Gas Hydrates, Methanogenesis, and Carbon Cycling at Continental Margins

Dr. Alberto Malinverno, an expert in quantitative marine geology, came from Columbia University to deliver a talk on a unique substance from the bottom of the ocean which could someday be an energy source for humanity… but which could also drastically worsen the effects of anthropogenic climate change. The substance is a clathrate, or gas hydrate – methane molecules trapped within the crystal structure of ice. Clathrates are unstable at surface pressure and temperature conditions, preferring low temperatures and high pressures. Because of these unique stability conditions, clathrates are found at depth in places where the temperatures are cold: in permafrost, and at the ocean floor near continental margins, where organic carbon in the sediments provides the methane.

Gas hydrates are widespread across the globe. They are thought to hold about twenty percent of all organic carbon on Earth. As Malinverno explained, “gas hydrates can dissociate when temperatures rise, releasing large amounts of greenhouse gases” (causing extensive submarine landslides in the process) and potentially leading to runaway global warming. On the other hand, they could also be exploited as an energy resource, much as oil and gas are exploited now. Therefore, for both of these reasons, it is important that clathrates be better studied and understood.

Malinverno has sailed as a logging scientist on several expeditions of the Integrated Ocean Drilling Program (IODP). The IODP began in the 1950s as Project Mohole, a plan to drill into the mantle. The plan failed, but the IODP flourished, now with data spanning much of the world’s oceans and more cruises every year. Malinverno has used these cruises to gather data on clathrates, which are brought up from the ocean floor in drill cores. The methane begins to dissociate even before reaching the surface, which can cause drilling explosions; it also changes the character of the sediment, leaving it “soupy” or “moussy”. Pressurized cores can be taken, which prevent outgassing and preserve the clathrates. Wireline logs can also be used to examine clathrates at depth, as the methane is an electrical insulator and increases the resistivity of the sediment, just like conventional gas.
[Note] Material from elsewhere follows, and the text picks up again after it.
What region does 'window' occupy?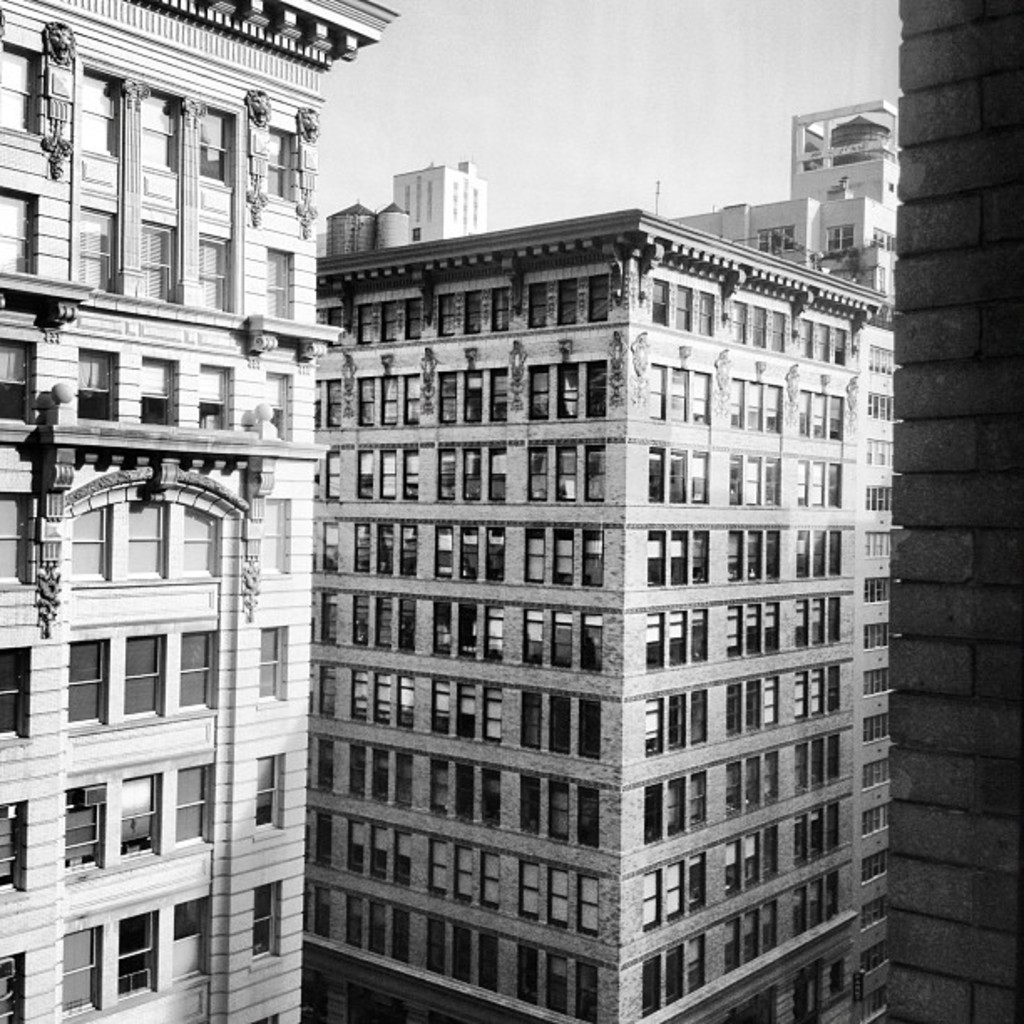
bbox=[519, 862, 537, 924].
The source of the methane in gas hydrates is from methanogenic bacteria in the sediments, even at very great depths. This can be determined from Malinverno’s studies because biogenic gas is isotropically light compared to thermogenic gas formed in rocks like the gas produced from natural gas wells. The bacteria need only carbon and water to perform the reaction. As the carbon is converted to methane and carbon dioxide, there is a corresponding decrease in particulate carbon in the sediments. The rate at which this decrease occurs may be dependent on the ambient temperature, or on the age of the carbon – that is, how long the particles have been buried – but the process is still very poorly understood.
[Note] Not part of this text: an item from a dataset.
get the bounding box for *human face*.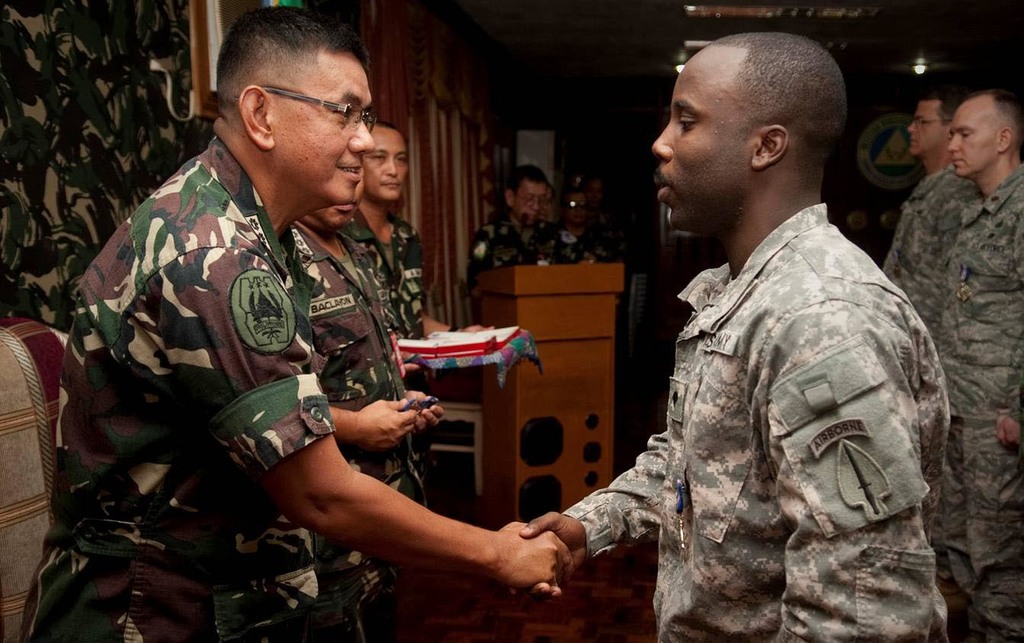
[x1=949, y1=95, x2=999, y2=175].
Malinverno explained that clathrates tend to form heterogeneous deposits, being preferentially concentrated in sands but not in fine-grained muds, despite the fact that particulate carbon tends to concentrate in muds and be absent from sands. This is probably due to fluid flow, migration, or diffusion of the methane. So long as a clathrate is within its stability zone, the methane cannot come out of solution unless the concentration and solubility of the methane correspond exactly, making migration difficult except within very narrow conditions. As a three-percent supersaturation of gas is necessary to form a gas hydrate, it is likely that the methane migrated from the muds into the pore spaces in the sands first, then formed clathrates. This hypothesis is supported by evidence from the Gulf of Mexico, where Malinverno and his colleagues found sand intervals containing clathrates which were bracketed above and below by fine-grained, clathrate-free zones; beyond were fine-grained intervals with gas hydrates present. This implies that transport of the methane depleted the gas from the sands’ surrounding area, but only to a certain extent.

Malinverno concluded that these findings are still preliminary, and that there is much more work to be done. “Future research will concentrate on microbial methanogenesis and gas hydrate formation,” he said. In this way, this unique and important substance – ice from the ocean floor that burns when set alight – can come to be understood and, perhaps someday, used to benefit humanity.